Certain ways of conducting your social media strategy work more effectively than others, and this includes scheduling, posting, messaging, engaging, participating in new networks, using etiquette, leveraging analytics, you name it.
When planning your social media activities, it’s important to consider all of these aspects not just for your local audiences but also on a global scale. This past year in particular, more and more companies and individuals around the world are getting involved in social media. This makes it more important than ever for companies to focus on a global STRATEGY (strategy being the key word here) for their social media efforts.
Why You Need an International Social Media Strategy
A global strategy simply means being mindful of your foreign connections. Many companies today can work with others across the world, but even if you don’t operate a business that works with international customers and clients just yet, you can benefit for a few different reasons:
- Visibility. It is never a bad thing to gain additional visibility for your business, so making sure that your social posts can be understood by all cultures is beneficial. If someone knows someone, you’ll want them to know who you are. If a company outside the U.S. is looking for a U.S. partner, you want to be considered. If someone in another country is looking to purchase what you have to offer right now, you want to be available to them right now.
- Stay ahead of the competition. If you fall behind, you’re left behind. You want to stay current and make sure that you’re not the only company ignoring potential sales from foreign countries.
- Easy access. This goes well with the last point. You want your social media accounts to be easy to find and easy to understand, and if you can make this happen you’ll be one of the few! If English is your second language and you’re the only company with a plan of action for that consumer, who do you think he/she is going to pick?
Unfortunately, creating a global strategy isn’t always easy. It involves analyzing your website in order to determine just how “global” you need to get, and where you’ll benefit the most.
How to Get Started with an International Social Media Strategy
1. Prioritize and segment your audiences.
The first thing you need to do is determine where your foreign connections lie. Use tools such as SocialBro, Followerwonk, PageLever, Facebook Insights, etc. to gather this data for each individual social media account. Your followers can be different on Twitter than they are on Facebook, so you may need to have a slightly different strategy for each account (which you likely do already). Once you determine which countries are most interested in your accounts, you can segment your audiences accordingly.
However, just because you have a lot of foreign connections or retweets does not mean that this is your target audience. You must evaluate where you want your audience and put that on the top of your priority list.
2. Either create specific country pages or use the customization features of the network.
Next it comes time to setup your social media accounts so that you can show certain messages to certain groups of people. This is done the easiest through Facebook and LinkedIn. However, some companies find that it’s best to create an entire new page if there is a large foreign audience, or to create a new page per target country if the country is strategically important enough or if your audience is large enough in the country. This is really the only way you make sure you’re getting exactly what you want because the segmenting features of social networks themselves don’t give you the option to do everything.
3. Utilize native speakers and guest articles.
If you’re ever planning on writing something in a different language, you should always use a native speaker. While tools such as Google Translate are usually OK for casual personal use, this isn’t as acceptable when it comes to your company’s social media. Social media is constant—update alerts going straight to mobile phones, notifications popping up when you have a new tweet—so people don’t want to be listening to broken English, which would actually do more damage to your brand than any potential benefit you may derive. A great strategy for generating content for international target audiences on a consistent basis is guest posts by native country experts. Start exploring, networking and locating in-country and ex-pat experts, and you’ll then have a team of outsourced content builders to help you achieve your international social media goals.
Once again, creating a global social media strategy does not mean that your other efforts should suffer. You want to continue to focus on your core target audience and do what you can to make sure that you’re giving your current customers the types of information they need. A global strategy is a complement to your current strategy, helping you to incrementally expand your business.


Select from the records below every line that has the word "defect" in it.
───── Provided data ─────
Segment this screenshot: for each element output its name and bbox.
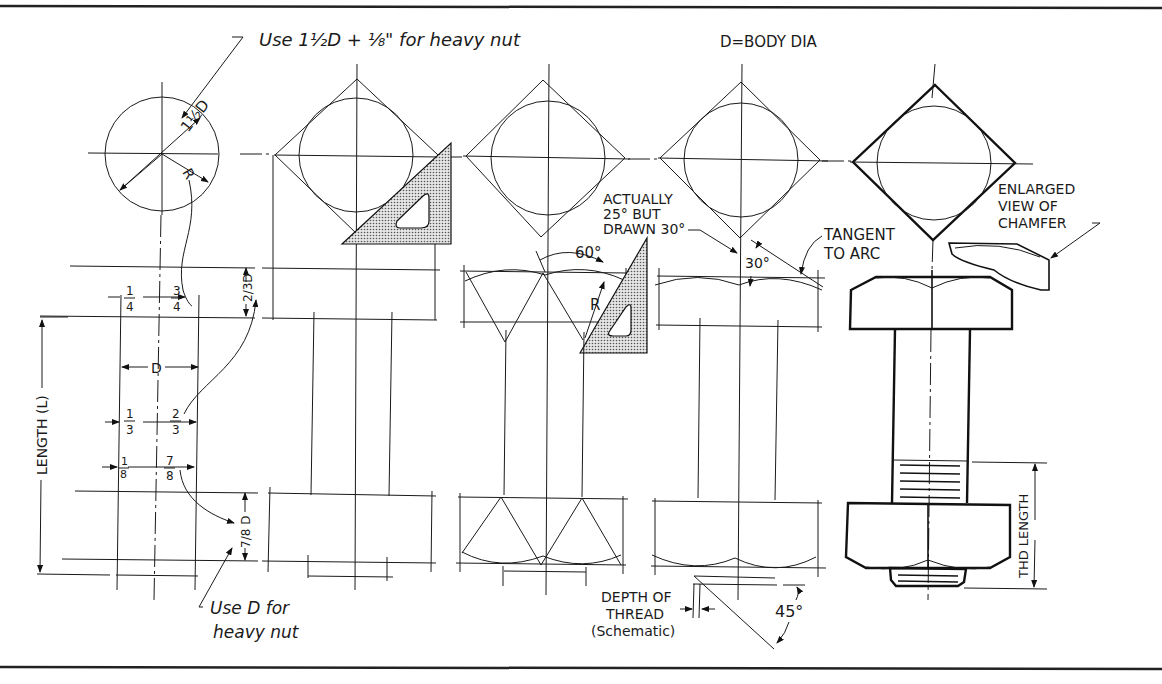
angle-45-label: 45° xyxy=(775,602,803,621)
svg-text:ACTUALLY: ACTUALLY xyxy=(603,191,673,207)
svg-text:DRAWN 30°: DRAWN 30° xyxy=(603,221,685,237)
svg-text:TANGENT: TANGENT xyxy=(823,226,896,244)
svg-text:TO ARC: TO ARC xyxy=(823,245,880,263)
step-2-square xyxy=(262,64,462,590)
three-quarter-num: 3 xyxy=(173,284,181,298)
r-label: R xyxy=(179,166,198,183)
step-4-chamfer: 30° 45° xyxy=(651,64,852,649)
depth-of-thread-note: DEPTH OF THREAD (Schematic) xyxy=(591,589,675,639)
angle-30-label: 30° xyxy=(745,255,770,271)
seven-eighth-num: 7 xyxy=(166,454,174,468)
heavy-nut-note-top-text: Use 1½D + ⅛" for heavy nut xyxy=(259,29,521,50)
svg-text:Use D for: Use D for xyxy=(210,598,290,618)
one-half-d-label: 1½D xyxy=(177,96,213,135)
svg-text:ENLARGED: ENLARGED xyxy=(998,181,1075,197)
step-3-arcs: 60° R xyxy=(456,64,660,595)
heavy-nut-note-top: Use 1½D + ⅛" for heavy nut xyxy=(259,29,521,50)
d-label: D xyxy=(151,360,162,376)
angle-60-label: 60° xyxy=(575,244,602,262)
length-label: LENGTH (L) xyxy=(34,395,50,475)
svg-text:VIEW OF: VIEW OF xyxy=(998,198,1058,214)
r-label-step3: R xyxy=(590,296,600,314)
tangent-note: TANGENT TO ARC xyxy=(801,226,896,274)
svg-text:(Schematic): (Schematic) xyxy=(591,623,675,639)
thread-lines xyxy=(893,460,968,498)
third-num: 1 xyxy=(126,407,134,421)
seven-eighth-den: 8 xyxy=(166,469,174,483)
two-third-num: 2 xyxy=(172,407,180,421)
thread-length-label: THD LENGTH xyxy=(1016,494,1031,579)
quarter-num: 1 xyxy=(126,284,134,298)
bolt-nut-drawing: 1½D R 1 4 3 4 2/3D D 1 3 xyxy=(0,0,1162,684)
eighth-den: 8 xyxy=(120,468,127,481)
step-5-finished-bolt: ENLARGED VIEW OF CHAMFER T xyxy=(846,64,1100,600)
svg-text:CHAMFER: CHAMFER xyxy=(998,215,1067,231)
quarter-den: 4 xyxy=(126,300,134,314)
two-thirds-d-label: 2/3D xyxy=(241,273,255,302)
two-third-den: 3 xyxy=(172,423,180,437)
svg-text:THREAD: THREAD xyxy=(605,606,664,622)
three-quarter-den: 4 xyxy=(173,300,181,314)
chamfer-angle-note: ACTUALLY 25° BUT DRAWN 30° xyxy=(603,191,737,253)
seven-eighths-d-label: 7/8 D xyxy=(239,516,253,548)
step-1-layout: 1½D R 1 4 3 4 2/3D D 1 3 xyxy=(34,37,272,607)
svg-text:DEPTH OF: DEPTH OF xyxy=(601,589,672,605)
svg-text:heavy nut: heavy nut xyxy=(213,622,300,642)
body-dia-label: D=BODY DIA xyxy=(720,33,818,51)
heavy-nut-note-bottom: Use D for heavy nut xyxy=(210,598,300,642)
third-den: 3 xyxy=(126,423,134,437)
eighth-num: 1 xyxy=(121,455,128,468)
svg-text:25° BUT: 25° BUT xyxy=(603,206,661,222)
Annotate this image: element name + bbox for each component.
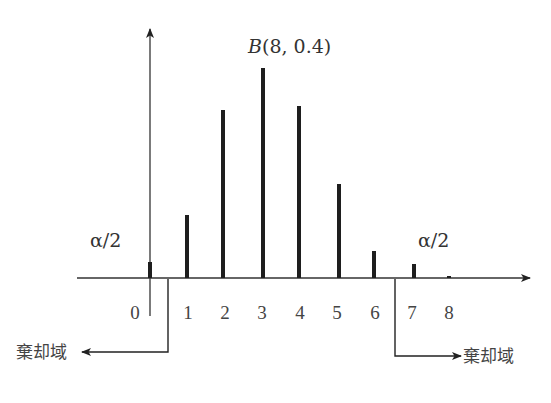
x-tick-labels: 012345678 [130, 302, 454, 323]
binomial-distribution-figure: 012345678 B(8, 0.4) α/2 α/2 棄却域 棄却域 [0, 0, 551, 403]
distribution-label-prefix: B [247, 35, 262, 57]
left-rejection-boundary-line [82, 279, 168, 352]
right-rejection-label: 棄却域 [463, 346, 514, 366]
distribution-label: B(8, 0.4) [247, 35, 331, 57]
x-tick-label-3: 3 [257, 302, 267, 323]
x-tick-label-7: 7 [407, 302, 417, 323]
bar-3 [261, 68, 265, 278]
bar-0 [148, 262, 152, 278]
bar-4 [297, 106, 301, 278]
left-rejection-indicator: 棄却域 [16, 279, 168, 362]
x-tick-label-5: 5 [332, 302, 342, 323]
axes [77, 29, 530, 316]
x-tick-label-1: 1 [183, 302, 193, 323]
x-tick-label-2: 2 [220, 302, 230, 323]
bar-6 [372, 251, 376, 278]
bar-1 [185, 215, 189, 278]
x-tick-label-0: 0 [130, 302, 140, 323]
probability-bars [148, 68, 451, 278]
left-rejection-label: 棄却域 [16, 342, 67, 362]
left-alpha-label: α/2 [90, 229, 121, 251]
bar-7 [412, 264, 416, 278]
x-tick-label-6: 6 [370, 302, 380, 323]
bar-5 [337, 184, 341, 278]
right-alpha-label: α/2 [418, 229, 449, 251]
bar-2 [221, 110, 225, 278]
bar-8 [447, 276, 451, 278]
x-tick-label-4: 4 [295, 302, 305, 323]
distribution-label-args: (8, 0.4) [262, 35, 331, 57]
x-tick-label-8: 8 [444, 302, 454, 323]
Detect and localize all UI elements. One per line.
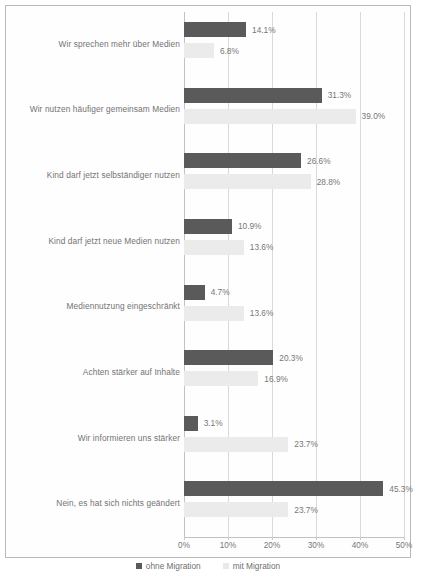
- bar-ohne-migration: [184, 88, 322, 103]
- category-row: Mediennutzung eingeschränkt4.7%13.6%: [184, 275, 404, 341]
- legend-swatch-icon: [136, 563, 142, 569]
- category-row: Wir nutzen häufiger gemeinsam Medien31.3…: [184, 78, 404, 144]
- category-label: Kind darf jetzt selbständiger nutzen: [10, 171, 180, 181]
- category-label: Wir sprechen mehr über Medien: [10, 40, 180, 50]
- bar-value-label: 13.6%: [244, 242, 274, 252]
- category-row: Wir informieren uns stärker3.1%23.7%: [184, 406, 404, 472]
- legend-item[interactable]: ohne Migration: [136, 561, 201, 571]
- bar-value-label: 26.6%: [301, 156, 331, 166]
- category-row: Nein, es hat sich nichts geändert45.3%23…: [184, 471, 404, 537]
- gridline-50: [404, 12, 405, 537]
- bar-group: 39.0%: [184, 109, 404, 124]
- bar-value-label: 23.7%: [288, 439, 318, 449]
- bar-value-label: 3.1%: [198, 418, 223, 428]
- plot-area: Wir sprechen mehr über Medien14.1%6.8%Wi…: [184, 12, 404, 537]
- x-axis-line: [184, 537, 404, 538]
- chart-figure: Wir sprechen mehr über Medien14.1%6.8%Wi…: [5, 5, 411, 558]
- bar-ohne-migration: [184, 153, 301, 168]
- category-row: Wir sprechen mehr über Medien14.1%6.8%: [184, 12, 404, 78]
- bar-mit-migration: [184, 437, 288, 452]
- category-label: Mediennutzung eingeschränkt: [10, 303, 180, 313]
- x-tick-mark: [316, 537, 317, 540]
- category-row: Achten stärker auf Inhalte20.3%16.9%: [184, 340, 404, 406]
- bar-group: 10.9%: [184, 219, 404, 234]
- category-label: Nein, es hat sich nichts geändert: [10, 499, 180, 509]
- category-label: Wir nutzen häufiger gemeinsam Medien: [10, 106, 180, 116]
- bar-ohne-migration: [184, 22, 246, 37]
- category-label: Wir informieren uns stärker: [10, 434, 180, 444]
- bar-group: 45.3%: [184, 481, 404, 496]
- bar-mit-migration: [184, 306, 244, 321]
- bar-ohne-migration: [184, 481, 383, 496]
- caption-remnant: [18, 578, 418, 583]
- bar-mit-migration: [184, 502, 288, 517]
- x-tick-label: 50%: [396, 541, 412, 550]
- bar-group: 14.1%: [184, 22, 404, 37]
- bar-ohne-migration: [184, 219, 232, 234]
- x-tick-mark: [360, 537, 361, 540]
- bar-group: 26.6%: [184, 153, 404, 168]
- bar-ohne-migration: [184, 350, 273, 365]
- bar-value-label: 39.0%: [356, 111, 386, 121]
- bar-mit-migration: [184, 174, 311, 189]
- x-tick-label: 40%: [352, 541, 368, 550]
- bar-ohne-migration: [184, 285, 205, 300]
- bar-value-label: 23.7%: [288, 505, 318, 515]
- legend-item[interactable]: mit Migration: [223, 561, 281, 571]
- x-tick-label: 0%: [178, 541, 190, 550]
- x-tick-mark: [272, 537, 273, 540]
- bar-group: 13.6%: [184, 240, 404, 255]
- bar-group: 6.8%: [184, 43, 404, 58]
- bar-mit-migration: [184, 109, 356, 124]
- x-tick-label: 10%: [220, 541, 236, 550]
- bar-group: 16.9%: [184, 371, 404, 386]
- bar-mit-migration: [184, 240, 244, 255]
- bar-value-label: 28.8%: [311, 177, 341, 187]
- bar-group: 13.6%: [184, 306, 404, 321]
- legend-swatch-icon: [223, 563, 229, 569]
- bar-value-label: 10.9%: [232, 221, 262, 231]
- bar-group: 31.3%: [184, 88, 404, 103]
- x-tick-label: 30%: [308, 541, 324, 550]
- chart-legend: ohne Migrationmit Migration: [6, 561, 410, 571]
- x-tick-mark: [404, 537, 405, 540]
- bar-group: 23.7%: [184, 437, 404, 452]
- legend-label: ohne Migration: [146, 561, 201, 571]
- bar-group: 20.3%: [184, 350, 404, 365]
- category-row: Kind darf jetzt neue Medien nutzen10.9%1…: [184, 209, 404, 275]
- bar-value-label: 6.8%: [214, 46, 239, 56]
- bar-value-label: 14.1%: [246, 25, 276, 35]
- bar-mit-migration: [184, 43, 214, 58]
- x-tick-label: 20%: [264, 541, 280, 550]
- legend-label: mit Migration: [233, 561, 281, 571]
- bar-mit-migration: [184, 371, 258, 386]
- bar-value-label: 31.3%: [322, 90, 352, 100]
- category-label: Kind darf jetzt neue Medien nutzen: [10, 237, 180, 247]
- category-row: Kind darf jetzt selbständiger nutzen26.6…: [184, 143, 404, 209]
- bar-group: 4.7%: [184, 285, 404, 300]
- x-tick-mark: [184, 537, 185, 540]
- bar-value-label: 4.7%: [205, 287, 230, 297]
- bar-value-label: 45.3%: [383, 484, 413, 494]
- category-label: Achten stärker auf Inhalte: [10, 368, 180, 378]
- bar-group: 3.1%: [184, 416, 404, 431]
- bar-ohne-migration: [184, 416, 198, 431]
- bar-value-label: 13.6%: [244, 308, 274, 318]
- bar-value-label: 20.3%: [273, 353, 303, 363]
- x-tick-mark: [228, 537, 229, 540]
- bar-group: 28.8%: [184, 174, 404, 189]
- bar-group: 23.7%: [184, 502, 404, 517]
- bar-value-label: 16.9%: [258, 374, 288, 384]
- x-axis: 0%10%20%30%40%50%: [184, 537, 404, 553]
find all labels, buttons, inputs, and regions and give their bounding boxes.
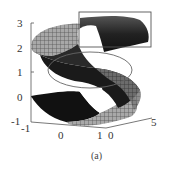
svg-text:0: 0 [108, 129, 114, 141]
s-curve-figure: 3 2 1 0 -1 -1 0 1 0 5 (a) [0, 0, 170, 174]
svg-text:0: 0 [17, 91, 23, 103]
svg-text:1: 1 [17, 66, 23, 78]
svg-text:-1: -1 [11, 115, 20, 127]
svg-text:0: 0 [58, 129, 64, 141]
figure-caption: (a) [91, 150, 102, 162]
svg-text:5: 5 [151, 116, 157, 128]
svg-text:2: 2 [17, 42, 23, 54]
svg-text:1: 1 [97, 129, 103, 141]
svg-text:3: 3 [17, 17, 23, 29]
svg-text:-1: -1 [21, 122, 30, 134]
z-tick-labels: 3 2 1 0 -1 [11, 17, 23, 127]
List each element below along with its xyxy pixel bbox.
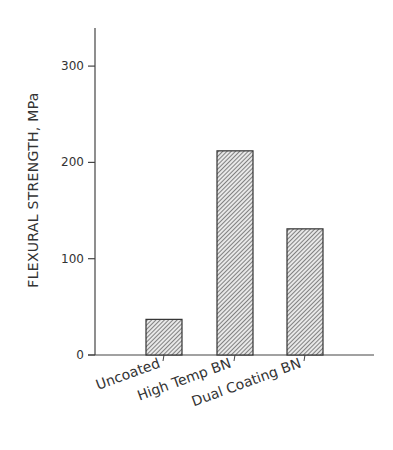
- category-labels: UncoatedHigh Temp BNDual Coating BN: [94, 355, 305, 409]
- x-tick: [163, 355, 164, 361]
- bar-chart: FLEXURAL STRENGTH, MPa 0100200300 Uncoat…: [0, 0, 393, 450]
- y-tick-label: 300: [61, 59, 84, 73]
- y-tick-label: 200: [61, 155, 84, 169]
- y-axis-label: FLEXURAL STRENGTH, MPa: [25, 92, 41, 287]
- bar-high-temp-bn: [217, 151, 253, 355]
- bars: [146, 151, 323, 355]
- y-tick-label: 0: [76, 348, 84, 362]
- y-axis-ticks: 0100200300: [61, 59, 95, 362]
- bar-uncoated: [146, 319, 182, 355]
- y-tick-label: 100: [61, 252, 84, 266]
- bar-dual-coating-bn: [287, 229, 323, 355]
- x-tick: [304, 355, 305, 361]
- x-tick: [234, 355, 235, 361]
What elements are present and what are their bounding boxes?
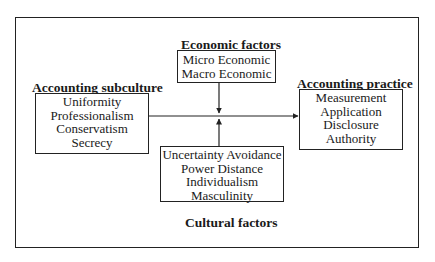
connector-arrows xyxy=(0,0,435,262)
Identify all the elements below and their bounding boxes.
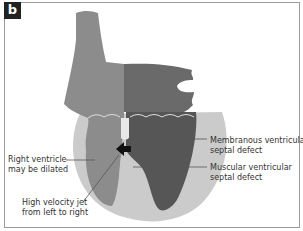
heart-diagram	[0, 0, 303, 231]
label-line: may be dilated	[8, 165, 68, 175]
label-muscular-defect: Muscular ventricular septal defect	[210, 163, 292, 182]
label-line: from left to right	[22, 208, 88, 218]
label-line: High velocity jet	[22, 198, 88, 208]
left-atrium	[124, 64, 194, 112]
membranous-defect	[121, 118, 129, 140]
label-membranous-defect: Membranous ventricular septal defect	[210, 136, 303, 155]
label-line: Muscular ventricular	[210, 163, 292, 173]
right-heart	[64, 11, 124, 206]
label-line: septal defect	[210, 146, 303, 156]
label-line: Right ventricle	[8, 155, 68, 165]
label-right-ventricle: Right ventricle may be dilated	[8, 155, 68, 174]
label-line: Membranous ventricular	[210, 136, 303, 146]
label-high-velocity-jet: High velocity jet from left to right	[22, 198, 88, 217]
label-line: septal defect	[210, 173, 292, 183]
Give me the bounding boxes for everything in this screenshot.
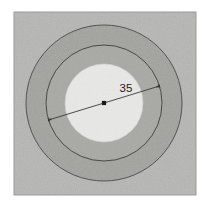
figure-root: 35 [0,0,208,209]
circle-diagram-svg: 35 [0,0,208,209]
diameter-label: 35 [120,82,133,94]
center-point-marker [102,101,106,105]
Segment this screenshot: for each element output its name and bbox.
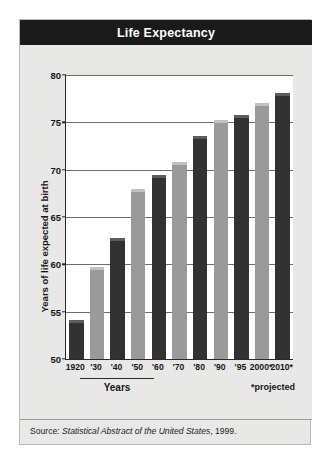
bar-body xyxy=(234,118,248,359)
chart-card: Life Expectancy Years of life expected a… xyxy=(19,19,311,445)
screenshot-root: Life Expectancy Years of life expected a… xyxy=(0,0,330,468)
bar xyxy=(131,189,145,359)
bar xyxy=(255,103,269,359)
plot-area: 50556065707580 xyxy=(65,75,293,360)
bar xyxy=(110,238,124,359)
x-tick-label: '80 xyxy=(193,362,205,372)
x-axis-title-rule xyxy=(80,378,154,379)
x-tick-label: '50 xyxy=(131,362,143,372)
source-title: Statistical Abstract of the United State… xyxy=(62,426,210,436)
x-tick-label: '40 xyxy=(111,362,123,372)
bar-body xyxy=(90,270,104,359)
x-tick-label: 2000* xyxy=(250,362,272,372)
bar xyxy=(152,175,166,359)
y-tick-label: 80 xyxy=(50,70,61,81)
footer-divider xyxy=(20,419,312,420)
y-tick-label: 55 xyxy=(50,306,61,317)
x-axis-title: Years xyxy=(80,382,154,393)
bar-body xyxy=(214,123,228,359)
y-tick-label: 50 xyxy=(50,354,61,365)
x-tick-label: '70 xyxy=(173,362,185,372)
x-tick-label: '95 xyxy=(235,362,247,372)
x-tick-label: 1920 xyxy=(66,362,85,372)
x-tick-label: '30 xyxy=(90,362,102,372)
y-tick-label: 65 xyxy=(50,212,61,223)
bar-series xyxy=(66,75,293,359)
page-title: Life Expectancy xyxy=(117,26,215,40)
x-tick-label: '60 xyxy=(152,362,164,372)
bar xyxy=(69,320,83,359)
bar xyxy=(193,136,207,359)
bar xyxy=(275,93,289,359)
bar-body xyxy=(110,241,124,359)
chart-title-bar: Life Expectancy xyxy=(20,20,312,45)
bar-body xyxy=(131,192,145,359)
bar-body xyxy=(172,165,186,359)
y-tick-label: 75 xyxy=(50,117,61,128)
source-prefix: Source: xyxy=(30,426,62,436)
bar xyxy=(234,115,248,359)
x-axis-title-group: Years xyxy=(80,378,154,393)
x-tick-label: 2010* xyxy=(270,362,292,372)
y-tick-label: 60 xyxy=(50,259,61,270)
projected-note: *projected xyxy=(251,382,295,392)
bar-body xyxy=(255,106,269,359)
x-tick-label: '90 xyxy=(214,362,226,372)
y-tick-label: 70 xyxy=(50,164,61,175)
y-axis-title: Years of life expected at birth xyxy=(39,172,50,322)
source-suffix: , 1999. xyxy=(210,426,236,436)
bar-body xyxy=(193,139,207,359)
source-line: Source: Statistical Abstract of the Unit… xyxy=(30,426,237,436)
bar-body xyxy=(275,96,289,359)
bar-body xyxy=(152,178,166,359)
x-axis-tick-labels: 1920'30'40'50'60'70'80'90'952000*2010* xyxy=(65,362,293,376)
bar xyxy=(90,267,104,359)
chart-region: Years of life expected at birth 50556065… xyxy=(20,45,312,419)
bar xyxy=(172,162,186,359)
bar-body xyxy=(69,323,83,359)
bar xyxy=(214,120,228,359)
─────
*Response for this exercise:*
label-muscular-defect: Muscular ventricular septal defect	[210, 163, 292, 182]
membranous-defect	[121, 118, 129, 140]
label-membranous-defect: Membranous ventricular septal defect	[210, 136, 303, 155]
label-line: septal defect	[210, 146, 303, 156]
label-line: septal defect	[210, 173, 292, 183]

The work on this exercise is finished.